Demos against the right: How the different numbers of participants come about

Demos against the right
How do the different numbers of participants come about?

It is unclear how many thousand people in Hamburg demonstrated against right-wing extremism on Friday.

© Stephan Wallocha / Picture Alliance

According to the police, almost a million people demonstrated against the right at the weekend – or was it more? The fact that the number of participants varies so much is due to the measurement method and the signal of the numbers.

Were there 50,000, 80,000 or 130,000 people who gathered on the Jungfernstieg in Hamburg on Friday afternoon to demonstrate against right-wing extremism and the AfD? As impressive as the response to the revelations from the research medium “Correctiv” was, the discrepancy in the ones circulating Participation numbers are astonishing.

The numbers, as proven not least by the absurd allegations of forgery from Björn Höcke and other voices from the right-wing camp, are political. The question seems all the more important: How do you actually measure so many people in a relatively small area?

Participation numbers are based on estimates of total area

There are different methods for this. At smaller demonstrations, it actually happens that counting is done by hand at the various entrances. When a demo train starts moving, the row counting method is primarily used. In this, the rows of people passing by are multiplied by an estimate of the number of people in each row.

However, if a lot of people gather in a certain place, such as on the weekend in front of the Bundestag in Berlin or on the Jungfernstieg in Hamburg, you have to use an estimate of the total area. To arrive at the total number of participants, the number of square meters is multiplied by the density value. According to the calculations of the late American journalist Herbert Jacobs, in a loose arrangement with an arm’s length distance between these people, this is approximately 1. In a dense crowd, such as at a festival, there would be four people per square meter.

For example, if an area is 40,000 square meters, like the meadow in front of the Bundestag, one can assume a crowd of around 60,000 people with the estimated density of standing people of around 1.5. The sociologist Stephan Poppe from the University of Leipzig is leaving in an interview with Deutschlandfunk from 2020 assumes that the measurement error with this method is around 20 to 30 percent. If more people demonstrate, the measurement error taken into account also increases.

Demo numbers are political

A relative magnitude can therefore be determined with relative certainty. And yet the media in particular have to be careful with the reported figures. In most cases, the participants are counted by the police and organizers. Protest researchers like Poppe consider these numbers to be unreliable. The organizers in particular have an intention to make the numbers higher. The more people there are at a demonstration, the more determined and emphatic the protest signal ultimately appears.

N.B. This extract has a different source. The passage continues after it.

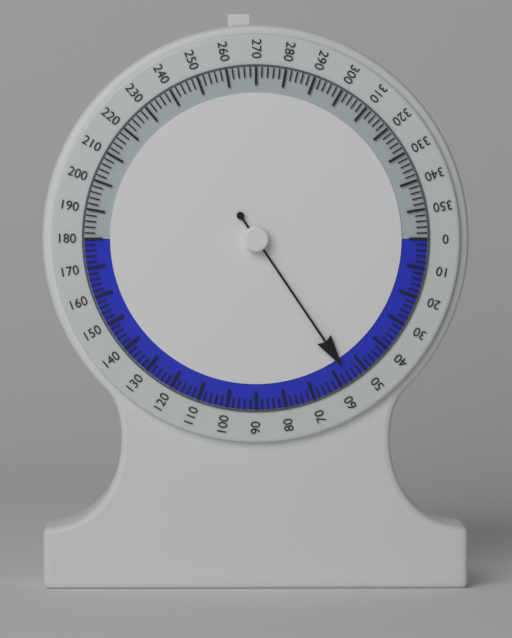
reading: 56 (no unit)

However, there is also a ray of hope in the inaccuracy. In the future, neither gut feeling nor area estimates will provide information about participant numbers, but rather software programs. Video footage from drones could capture accumulations more accurately. To date, this technical process has not yet been used across the board in Germany, explains Poppe Interview with Bavarian Radio. However, he predicts that this could well be the case in ten years.